Nicole Engard’s Library Mashups is a useful guide that can help libraries and info pros understand how to extract business benefits from mashup applications.
The book deals expertly with the difficult task of communicating innovative technologies. It befriends rather than alienates, encouraging a community composed more of digital migrants than digital natives to embrace useful yet simple web concepts. For instance, it defines mashup in simple terms as a web application that combines content from more than one source to create a single new service with a single graphical interface. So libraries can mash up data from a variety of sources into their own single source, which can be more convenient for users.
The book constantly uses positive words like "all", "social", "open", "open data" and "open access". "We’re used to applying words such as free, value, robust and enrich to physical library services, but we’ve been less able to apply these terms to our online services," librarian and blogger Jenny Levine points out in the foreword. "In fact, the online catalogs are described in the opposite terms – cumbersome, silo, difficult, arcane and closed."
The first of Library Mashups’ five sections deals with the basics: technical details, preparing data for a mashup, and how to mash up with a librarian’s knowledge and skills. The second part specifically covers mashing up on library sites. Part three discusses catalogue data such as mashing up open data, using backlight to expose collections, and so on.
The fourth section provides the most gripping pages of all, explaining how to use mashups in maps, pictures and videos. Its quirky chapters include: Where’s the nearest computer lab?; mapping up campus; a repository mashup map; Flickr and digital images collections; and blip.tv (a site with videos, podcasts and other content that can be cross-posted).
In recent years, academic libraries and historical and cultural institutions have painstakingly built digital image archives by scanning and cataloguing documents. The book explains that while this has allowed institutions to share images more efficiently with users, it has limitations in a Web 2.0 world, because the images reside in a data silo which prevents them being intermixed with other data and will not support web-friendly applications.
The chapter also deals with the creative adaptation of Flickr-like applications in academia. The ‘academic Flickr’ would let academics contribute content to a digital repository and allow browser-based user tools, social web features such as tagging, sharing and commenting. It would also allow large scale data migration and updating, and objects to be managed by multiple users.
The final section engages the reader to advance to the next level of adding value to their services. It explains topics such as database search mashup and electronic dissertation mashups using SRUs (search and retrieve URLs), and so on.
Each section takes the reader to new mashup techniques, but lucid explanations simplify mashup methods and suggest ways for librarians to maximise value by using them on their own digital images, video archives, maps and documents. Case studies show librarians how to repurpose third-party data and tools to enrich their own services as well as free up their resources beyond the confines of their websites.
Mashups are all about inclusion, sharing and assembling information that is scattered. Info pros can learn about innovative ways to deliver library data and services while involving users and equipping their organisations for this century.
The book illustrates how librarians can use mashups to improve their services, such as map mashups. A professional can add a map link to their library location page. "The link calls up Google Maps with a pushpin for the location of your library and an overlay window that provides basic information such as library hours," Engard explains.
Library Mashups convinces the reader that copying and pasting a bit of code into a website can do wonders for information sharing and content management. And with human and financial resources shrinking in many libraries, it is designed to help librarians with limited budgets.
Nor is it just for tech novices. The final section explains advanced applications such as LibraryThing, a library catalogue whose Covers API can help libraries replace paid subscriptions to commercial cover provider services. The more covers that are added to the LibraryThing works pages, the more cost-effective it becomes. Web-based copy-cataloguing service Zack is also covered.
The book’s explanations on Flickr, Yahoo, LibraryThing, Google Maps and Delicious for sharing and combining digital content should help readers find innovative ways to make their libraries relevant, up-to-date, collaborative and dynamic at a time when users are becoming more web-savvy and demanding.
The only possible item on a wishlist for the book would be for examples of mashup-mistakes – such as not being mindful of security before mashing up business-critical data or not making mashups reusable. That way, info pros would know what to steer clear of.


[Your assignment] Among the lines of the records below, copy those that hold the word "muscle".

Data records

↓

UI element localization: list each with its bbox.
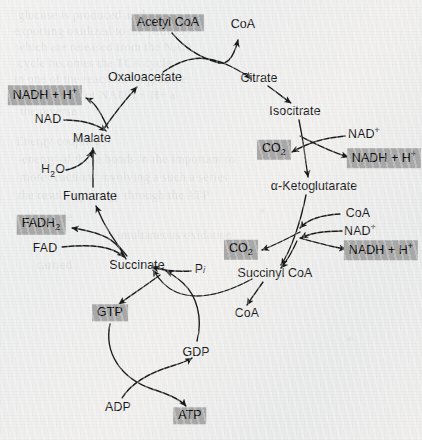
- metabolite-fumarate: Fumarate: [63, 190, 117, 202]
- metabolite-nad-plus-akg: NAD+: [344, 223, 376, 238]
- metabolite-adp: ADP: [105, 401, 131, 413]
- metabolite-acetyl-coa: Acetyl CoA: [132, 14, 204, 31]
- bleedthrough-line: which are released from the NAD: [16, 40, 191, 55]
- metabolite-citrate: Citrate: [240, 72, 277, 84]
- bleedthrough-line: carried: [36, 258, 72, 273]
- metabolite-alpha-ketoglutarate: α-Ketoglutarate: [271, 180, 358, 192]
- metabolite-nad-malate: NAD: [35, 113, 61, 125]
- metabolite-co2-iso: CO2: [257, 140, 291, 160]
- metabolite-nad-plus-iso: NAD+: [348, 126, 380, 141]
- metabolite-h2o: H2O: [41, 163, 65, 178]
- figure-canvas: glucose is produced as theexporting oxid…: [0, 0, 422, 440]
- metabolite-gtp: GTP: [92, 304, 128, 321]
- metabolite-coa-succ: CoA: [235, 307, 259, 319]
- metabolite-fad: FAD: [33, 242, 57, 254]
- metabolite-pi: Pi: [195, 263, 206, 275]
- metabolite-oxaloacetate: Oxaloacetate: [108, 71, 182, 83]
- metabolite-succinate: Succinate: [109, 259, 164, 271]
- metabolite-nadh-h-iso: NADH + H+: [347, 148, 421, 168]
- bleedthrough-line: simultaneous oxidation: [112, 228, 233, 243]
- metabolite-coa-top: CoA: [231, 18, 255, 30]
- metabolite-nadh-h-malate: NADH + H+: [8, 85, 82, 105]
- metabolite-atp: ATP: [173, 407, 206, 424]
- metabolite-nadh-h-akg: NADH + H+: [344, 240, 418, 260]
- metabolite-co2-akg: CO2: [224, 240, 258, 260]
- metabolite-fadh2: FADH2: [17, 215, 66, 235]
- metabolite-coa-akg: CoA: [346, 207, 370, 219]
- metabolite-gdp: GDP: [182, 346, 209, 358]
- metabolite-isocitrate: Isocitrate: [269, 105, 320, 117]
- metabolite-malate: Malate: [73, 132, 111, 144]
- bleedthrough-line: cycle becomes the TCA cycle: [18, 56, 172, 71]
- metabolite-succinyl-coa: Succinyl CoA: [238, 267, 313, 279]
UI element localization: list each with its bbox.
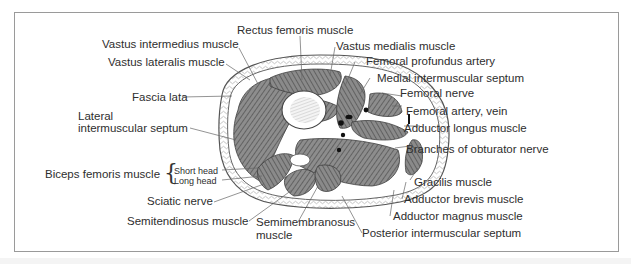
label-gracilis: Gracilis muscle	[414, 176, 492, 189]
femur-bone	[282, 91, 326, 129]
label-vastus-intermedius: Vastus intermedius muscle	[102, 38, 239, 51]
label-vastus-medialis: Vastus medialis muscle	[336, 40, 455, 53]
label-biceps-femoris: Biceps femoris muscle	[45, 168, 160, 181]
sciatic-nerve-shape	[290, 154, 310, 166]
label-rectus-femoris: Rectus femoris muscle	[237, 24, 353, 37]
label-adductor-magnus: Adductor magnus muscle	[393, 210, 523, 223]
label-medial-intermuscular-septum: Medial intermuscular septum	[377, 72, 524, 85]
label-fascia-lata: Fascia lata	[132, 91, 188, 104]
label-vastus-lateralis: Vastus lateralis muscle	[108, 56, 225, 69]
label-femoral-profundus-artery: Femoral profundus artery	[366, 55, 495, 68]
label-semitendinosus: Semitendinosus muscle	[127, 215, 248, 228]
label-obturator-nerve-branches: Branches of obturator nerve	[406, 143, 549, 156]
label-posterior-intermuscular-septum: Posterior intermuscular septum	[362, 227, 521, 240]
label-semimembranosus-line1: Semimembranosus	[256, 216, 355, 229]
label-adductor-brevis: Adductor brevis muscle	[404, 193, 524, 206]
label-biceps-short-head: Short head	[174, 166, 218, 176]
label-semimembranosus-line2: muscle	[256, 229, 292, 242]
label-biceps-long-head: Long head	[174, 176, 217, 186]
label-femoral-artery-vein: Femoral artery, vein	[406, 105, 507, 118]
label-sciatic-nerve: Sciatic nerve	[147, 195, 213, 208]
label-adductor-longus: Adductor longus muscle	[404, 122, 527, 135]
label-lateral-septum-line2: intermuscular septum	[78, 122, 188, 135]
label-femoral-nerve: Femoral nerve	[400, 87, 474, 100]
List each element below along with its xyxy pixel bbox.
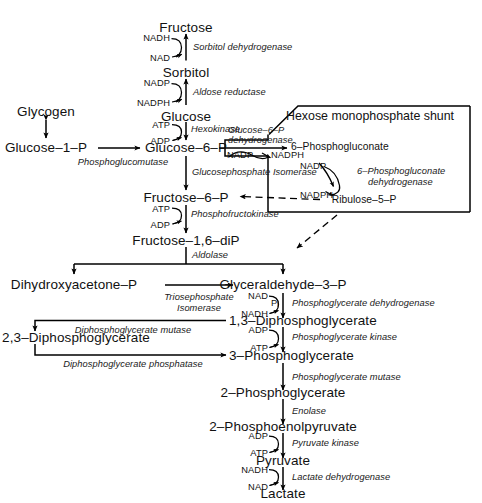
enzyme-lactate-dehydrogenase: Lactate dehydrogenase bbox=[292, 472, 390, 483]
enzyme-enolase: Enolase bbox=[292, 406, 326, 417]
cofactor-nadph-6pgd: NADPH bbox=[300, 191, 333, 200]
enzyme-phosphoglycerate-kinase: Phosphoglycerate kinase bbox=[292, 332, 397, 343]
enzyme-glucosephosphate-isomerase: Glucosephosphate Isomerase bbox=[192, 167, 317, 178]
metabolite-fructose-1-6-dip: Fructose–1,6–diP bbox=[132, 234, 239, 248]
enzyme-aldolase: Aldolase bbox=[192, 250, 228, 261]
dashed-arrow-ribulose5p-to-gap bbox=[297, 215, 337, 248]
cofactor-adp-pfk: ADP bbox=[151, 221, 170, 230]
enzyme-phosphoglucomutase: Phosphoglucomutase bbox=[78, 157, 168, 168]
cofactor-nadph-g6pd: NADPH bbox=[271, 151, 304, 160]
cofactor-nad-gapdh: NAD bbox=[248, 292, 268, 301]
metabolite-3-phosphoglycerate: 3–Phosphoglycerate bbox=[229, 349, 354, 363]
metabolite-glyceraldehyde-3-p: Glyceraldehyde–3–P bbox=[219, 278, 346, 292]
metabolite-glucose-6-p: Glucose–6–P bbox=[145, 141, 227, 155]
metabolite-6-phosphogluconate: 6–Phosphogluconate bbox=[291, 142, 389, 152]
metabolite-2-phosphoenolpyruvate: 2–Phosphoenolpyruvate bbox=[209, 420, 357, 434]
cofactor-nadh-ldh: NADH bbox=[241, 466, 268, 475]
metabolite-2-phosphoglycerate: 2–Phosphoglycerate bbox=[221, 386, 346, 400]
cofactor-adp-pyruvate-kinase: ADP bbox=[249, 432, 268, 441]
enzyme-aldose-reductase: Aldose reductase bbox=[193, 87, 266, 98]
enzyme-triosephosphate-isomerase-line2: Isomerase bbox=[177, 303, 221, 314]
enzyme-diphosphoglycerate-phosphatase: Diphosphoglycerate phosphatase bbox=[63, 359, 203, 370]
cofactor-nadp-6pgd: NADP bbox=[300, 162, 326, 171]
cofactor-atp-hexokinase: ATP bbox=[152, 121, 170, 130]
metabolite-fructose-6-p: Fructose–6–P bbox=[143, 191, 228, 205]
enzyme-phosphoglycerate-dehydrogenase: Phosphoglycerate dehydrogenase bbox=[292, 298, 435, 309]
arrow-23bpg-to-3pg bbox=[35, 344, 226, 355]
cofactor-atp-pfk: ATP bbox=[152, 205, 170, 214]
enzyme-pyruvate-kinase: Pyruvate kinase bbox=[292, 438, 359, 449]
enzyme-6-phosphogluconate-dehydrogenase-line1: 6–Phosphogluconate bbox=[357, 166, 445, 177]
cofactor-curve-sorbitol-dehydrogenase bbox=[172, 39, 182, 58]
cofactor-curve-aldose-reductase bbox=[172, 84, 182, 103]
pathway-diagram: Fructose NADH NAD Sorbitol dehydrogenase… bbox=[0, 0, 482, 503]
cofactor-nadh-sorbitol-dh: NADH bbox=[143, 34, 170, 43]
cofactor-nadph-aldose-reductase: NADPH bbox=[137, 99, 170, 108]
cofactor-pi-gapdh: Pi bbox=[271, 299, 279, 309]
cofactor-adp-pgk: ADP bbox=[249, 326, 268, 335]
cofactor-nadp-g6pd: NADP bbox=[227, 151, 253, 160]
cofactor-nad-sorbitol-dh: NAD bbox=[150, 54, 170, 63]
enzyme-sorbitol-dehydrogenase: Sorbitol dehydrogenase bbox=[193, 42, 292, 53]
enzyme-6-phosphogluconate-dehydrogenase-line2: dehydrogenase bbox=[368, 177, 433, 188]
cofactor-nadp-aldose-reductase: NADP bbox=[144, 79, 170, 88]
enzyme-phosphoglycerate-mutase: Phosphoglycerate mutase bbox=[292, 372, 401, 383]
metabolite-ribulose-5-p: Ribulose–5–P bbox=[332, 195, 397, 205]
metabolite-lactate: Lactate bbox=[261, 487, 306, 501]
hmp-shunt-title: Hexose monophosphate shunt bbox=[286, 110, 454, 122]
metabolite-dihydroxyacetone-p: Dihydroxyacetone–P bbox=[11, 278, 137, 292]
metabolite-2-3-diphosphoglycerate: 2,3–Diphosphoglycerate bbox=[2, 331, 150, 345]
enzyme-phosphofructokinase: Phosphofructokinase bbox=[191, 209, 279, 220]
enzyme-triosephosphate-isomerase-line1: Triosephosphate bbox=[164, 292, 233, 303]
metabolite-glycogen: Glycogen bbox=[17, 105, 75, 119]
enzyme-glucose-6-p-dehydrogenase-line2: dehydrogenase bbox=[228, 135, 293, 146]
metabolite-glucose-1-p: Glucose–1–P bbox=[5, 141, 87, 155]
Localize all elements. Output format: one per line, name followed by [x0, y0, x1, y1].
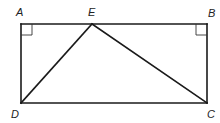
point-label-d: D	[11, 108, 19, 120]
point-label-a: A	[15, 6, 23, 18]
right-angle-marker-a	[21, 24, 32, 35]
point-label-b: B	[208, 7, 215, 19]
segment-ed	[21, 24, 92, 103]
point-label-e: E	[88, 6, 96, 18]
segment-ec	[92, 24, 207, 103]
geometry-diagram: A E B C D	[0, 0, 220, 123]
right-angle-marker-b	[196, 24, 207, 35]
point-label-c: C	[207, 108, 215, 120]
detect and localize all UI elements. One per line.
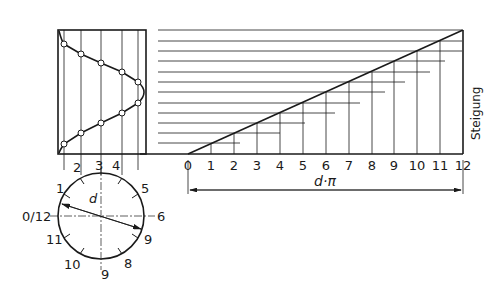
diameter-label: d [89, 191, 98, 206]
tick-8: 8 [368, 158, 376, 173]
circle-label-4: 4 [112, 158, 120, 173]
baseline-tick-labels: 0 1 2 3 4 5 6 7 8 9 10 11 12 [184, 158, 471, 173]
tick-9: 9 [390, 158, 398, 173]
tick-11: 11 [432, 158, 449, 173]
circle-label-8: 8 [124, 256, 132, 271]
circle-label-3: 3 [95, 158, 103, 173]
circle-label-5: 5 [141, 181, 149, 196]
tick-12: 12 [455, 158, 472, 173]
circumference-label: d·π [314, 173, 336, 189]
side-view [58, 30, 146, 175]
circle-label-11: 11 [46, 232, 63, 247]
projection-lines [158, 30, 462, 143]
circle-label-10: 10 [64, 257, 81, 272]
circle-label-lower-right: 9 [144, 232, 152, 247]
tick-6: 6 [322, 158, 330, 173]
tick-1: 1 [207, 158, 215, 173]
tick-2: 2 [230, 158, 238, 173]
circle-label-2: 2 [73, 160, 81, 175]
tick-5: 5 [299, 158, 307, 173]
tick-4: 4 [276, 158, 284, 173]
circle-label-1: 1 [56, 181, 64, 196]
tick-3: 3 [253, 158, 261, 173]
lead-label: Steigung [469, 87, 483, 140]
tick-10: 10 [409, 158, 426, 173]
helix-diagram: 0 1 2 3 4 5 6 7 8 9 10 11 12 d·π Steigun… [0, 0, 497, 291]
circle-view [50, 168, 155, 270]
circle-label-bottom: 9 [101, 267, 109, 282]
circle-label-0-12: 0/12 [22, 209, 51, 224]
tick-0: 0 [184, 158, 192, 173]
tick-7: 7 [345, 158, 353, 173]
circle-label-6: 6 [157, 209, 165, 224]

↑

[Exercise solution]
label-gracilis: Gracilis muscle	[414, 176, 492, 189]
label-vastus-intermedius: Vastus intermedius muscle	[102, 38, 239, 51]
label-vastus-medialis: Vastus medialis muscle	[336, 40, 455, 53]
label-biceps-femoris: Biceps femoris muscle	[45, 168, 160, 181]
label-rectus-femoris: Rectus femoris muscle	[237, 24, 353, 37]
label-adductor-magnus: Adductor magnus muscle	[393, 210, 523, 223]
label-vastus-lateralis: Vastus lateralis muscle	[108, 56, 225, 69]
label-semitendinosus: Semitendinosus muscle	[127, 215, 248, 228]
label-adductor-brevis: Adductor brevis muscle	[404, 193, 524, 206]
label-semimembranosus-line2: muscle	[256, 229, 292, 242]
label-adductor-longus: Adductor longus muscle	[404, 122, 527, 135]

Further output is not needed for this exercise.